Supporting Reeves in 1994 proved to be a smart move for the council’s rent control opponents, for Ken Reeves now became the notorious Mayor Who Lives In A Rent Controlled Apartment.

This was worth a lot of resentment votes on the statewide anti-rent control ballot question later that year. The question passed by a very small plurality.

Smart moves

Ken Reeves does his constituent service and hires aides who work hard at it. He is the quintessential political “progressive.” On issues like police-community relations, he is consistently in front of most other politicians.

He took no part in the movement that brought rent control to Cambridge in the 1970s, although he was a student at Harvard Law School in those years.

Reeves came late to tenant issues, but in 1982 he became a founding member of the Cambridge Rent Control Coalition.

However, after being elected to the city council in 1989, he stopped attending the meetings of tenant organizations.

Five years later, a few months after rent control ended in Cambridge, Mayor Ken Reeves bought the large luxury condominium on Harvard Street where he still lives.

The sale and easy financing were arranged through the law firm founded by the leading opponent of rent control on the city council, Bill Walsh. The former rent-controlled tenants had just been evicted.
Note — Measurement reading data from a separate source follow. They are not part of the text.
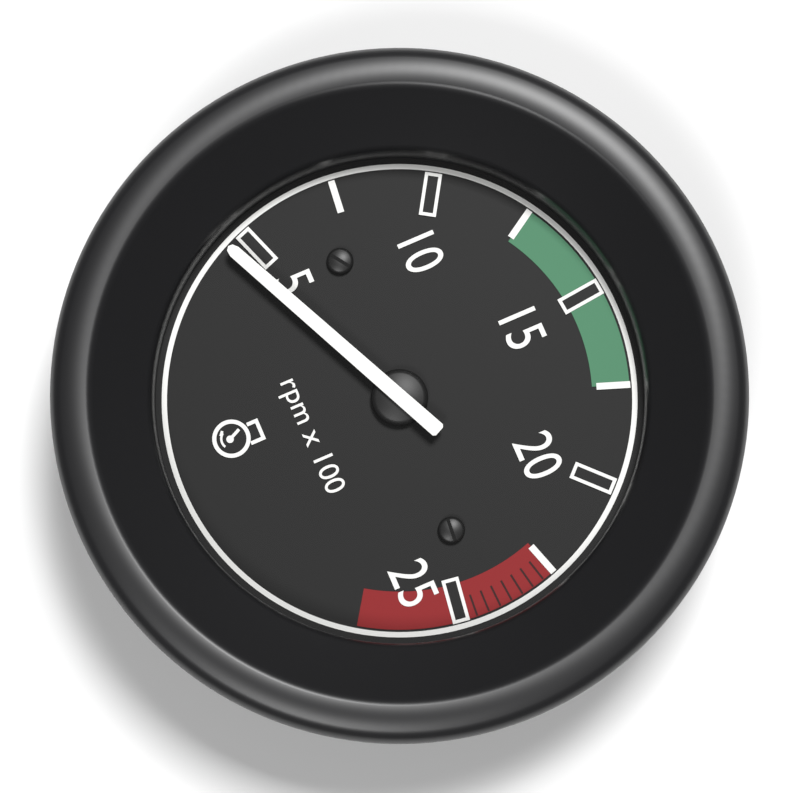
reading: 450 rpm
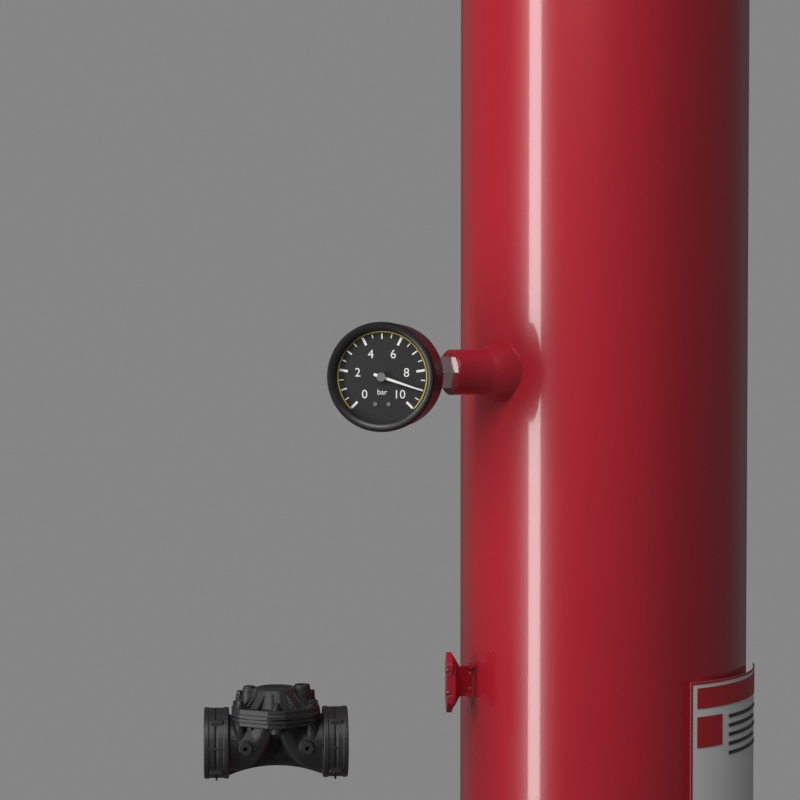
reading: 9.0 bar
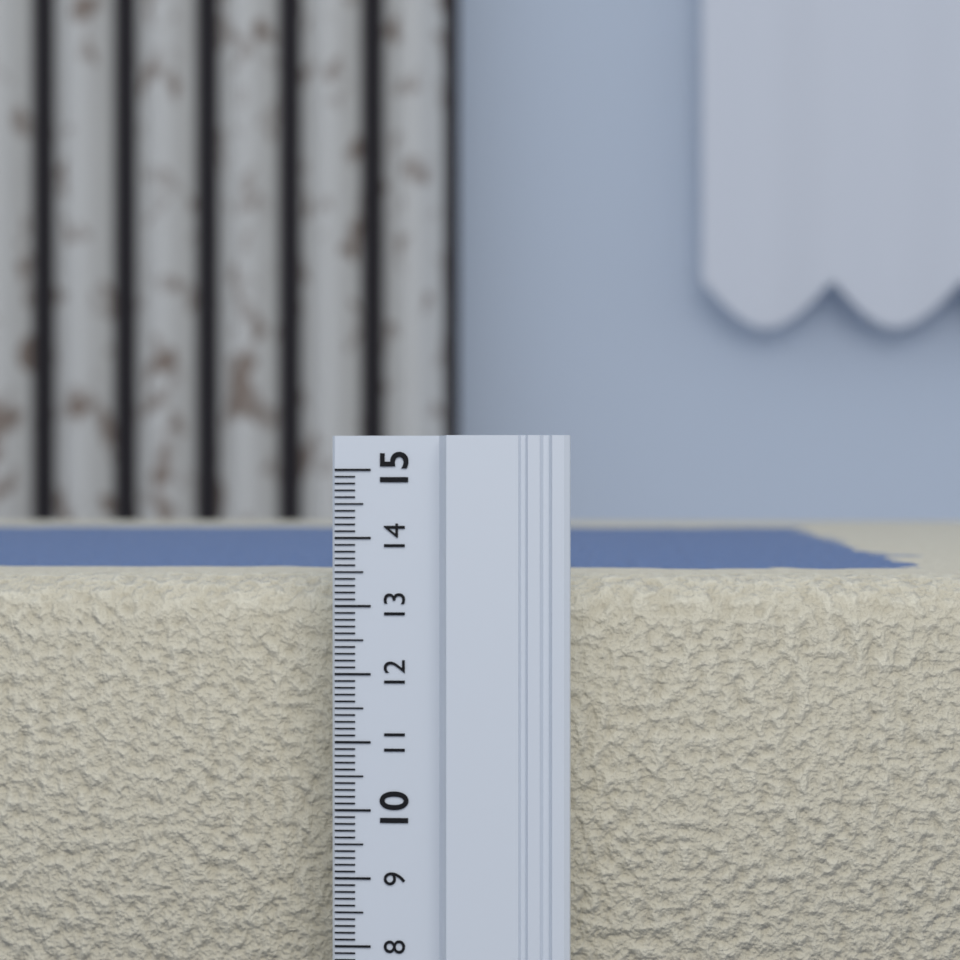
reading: 13.4 (no unit)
By that time, attorney Ken Reeves was appearing in Boston courts representing the landlord side in eviction cases.

Follow the money

In 1997, the Hunneman Corporation announced plans to evict 22 local businesses from the Holmes Block and build a luxury apartment tower in the heart of Central Square. Councilor Reeves backed that plan and unsuccessfully tried to mobilize minorities against opponents, organized as Save Central Square.

In 1999 and 2003, petition campaigns aimed at placing rent control on the city ballot. Reeves would not meet with them. To one petitioner he would say “I’ve already signed it,” to another he would say, “I can’t sign that, because it has no chance to win.”

But when tenants had a chance to win in 2000, it was Councilor Reeves who cast the deciding vote against a condo conversion ordinance.

In 2001, the Reeves campaign spent far more than any other Cambridge city council candidate, a record $90,000— and still received the lowest vote of any successful candidate.

In the last election, he again finished ninth for the nine-seat city council.

Mayor Ken Reeves gets campaign contributions from an amazing number of developers, landlords, and their attorneys—John DiGiovanni, Jim Rafferty, Paul Burell, Carl Barron, Joseph Benoit, Stuart Rothman, Robert Beal, Joseph Nagar, to name some of the local boys.

The Mayor Who Lived In A Rent Controlled Apartment has come a long way.